(The Center Square) – A western North Carolina nonprofit received a $10 million federal funding boost this week to help build a 40,000-square-foot green textile manufacturing hub in Burke County.
“We’re definitely excited to have the project for our region,” Tonia Stephenson, CEO of the Burke County Chamber of Commerce, told The Center Square. “It’s going to be a game changer.”
The Appalachian Regional Commission, an economic development effort involving the federal government and 13 state governments, awarded the grant for the new facility aimed at expanding capacity to produce what’s known as circular textiles. This means using textile waste to create new yarn used to make products at The Industrial Commons and elsewhere.
The Industrial Commons nonprofit focuses on scaling employee-owned businesses and industrial cooperatives. It’s home to three enterprises that have saved 1.8 million pounds of fabric from landfills over the last five years.
The funding will go toward developing the hub at the Innovation Campus, a 27-acre development that is at the former Drexel Heritage Furniture site in Morganton. Organizers say they expect to create 85 jobs across North and South Carolina and Tennessee, with 31 in North Carolina.
The federal grant, which was matched with funding from The Kendeda Fund, will be used for skilled training facilities, as well as incubator space for start-ups and scaling brands in the circular economy.
With an additional $5 million appropriated by the General Assembly, The Industrial Commons will complete the design process for 3.5 acres of the site throughout 2024, with the goal of breaking ground by the end of the year.

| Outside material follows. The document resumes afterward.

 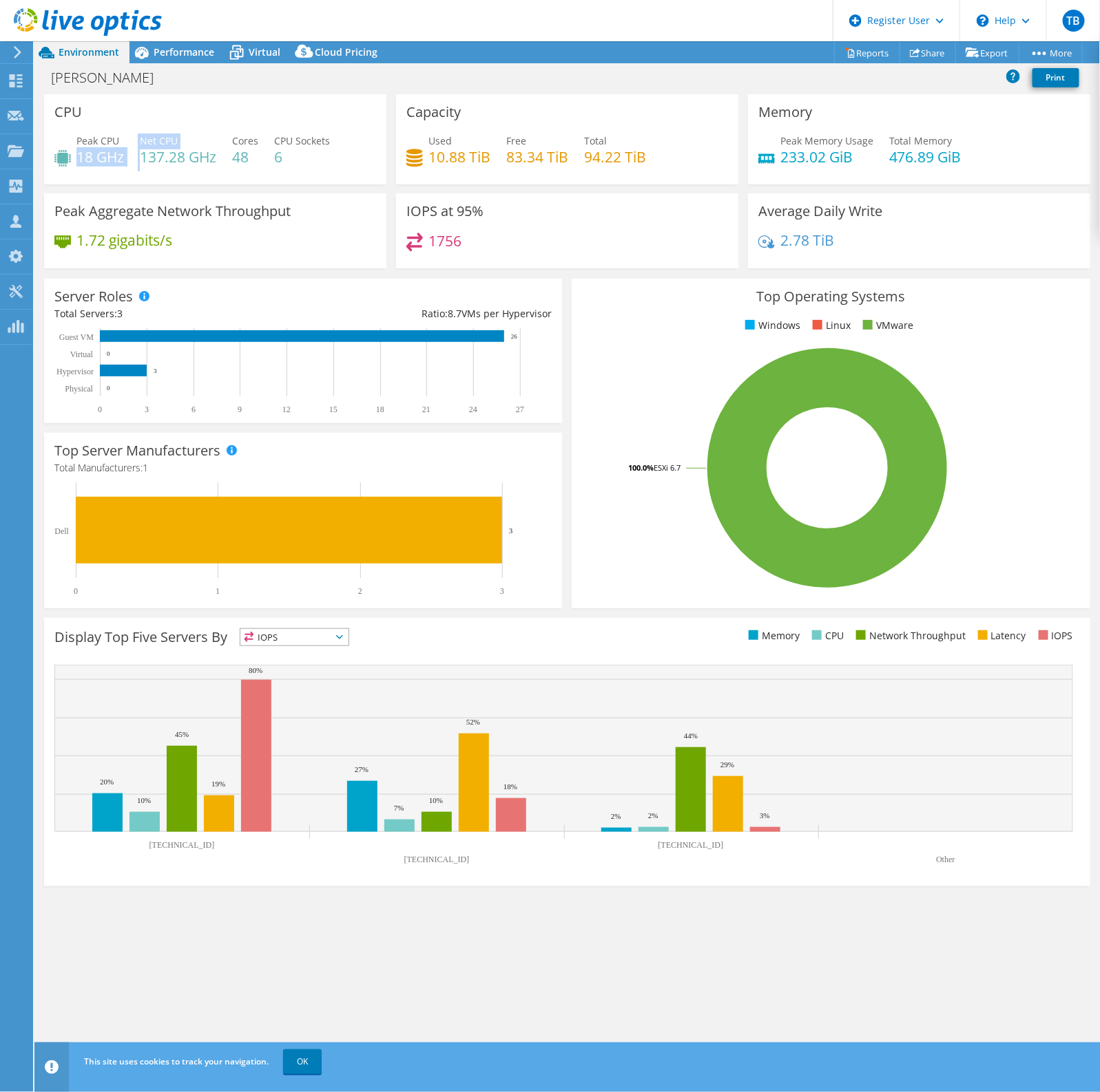 What do you see at coordinates (182, 735) in the screenshot?
I see `text: 45%` at bounding box center [182, 735].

Other funding for the project came from the Environmental Protection Agency, The Cannon Foundation, and the J.M. Kaplan Fund, as well as an anonymous donor who provided money to purchase the land in 2021. The fundraising goal for the first phase of the campus is $45.6 million. This includes 10 acres of site development and the new manufacturing hub. The Industrial Commons expects to develop the remaining 18 acres and construct three to four buildings over the next 10 years.
With the federal grant, The Industrial Commons has raised a total of $23.29 million, and spent $2.75 million, leaving about $22 million left to raise.
“This project speaks to true community collaboration,” Molly Hemstreet said in a statement. She’s co-executive director of The Industrial Commons. “We look forward to it being a transformational space for the Appalachian region and the innovative work we do in the textile and furniture sectors.”
The project is the latest in a turnaround in the region’s manufacturing and textile industries over the last decade, after many companies moved or shut down in the 1990s and early 2000s, Stephenson said.
“Over the last 10 years, we’ve brought back a lot of the manufacturers,” she said, “but the textile industry has not come back like the furniture industry did.”
The funding was part of a $227 million federal program in the infrastructure law approved by Congress in 2021.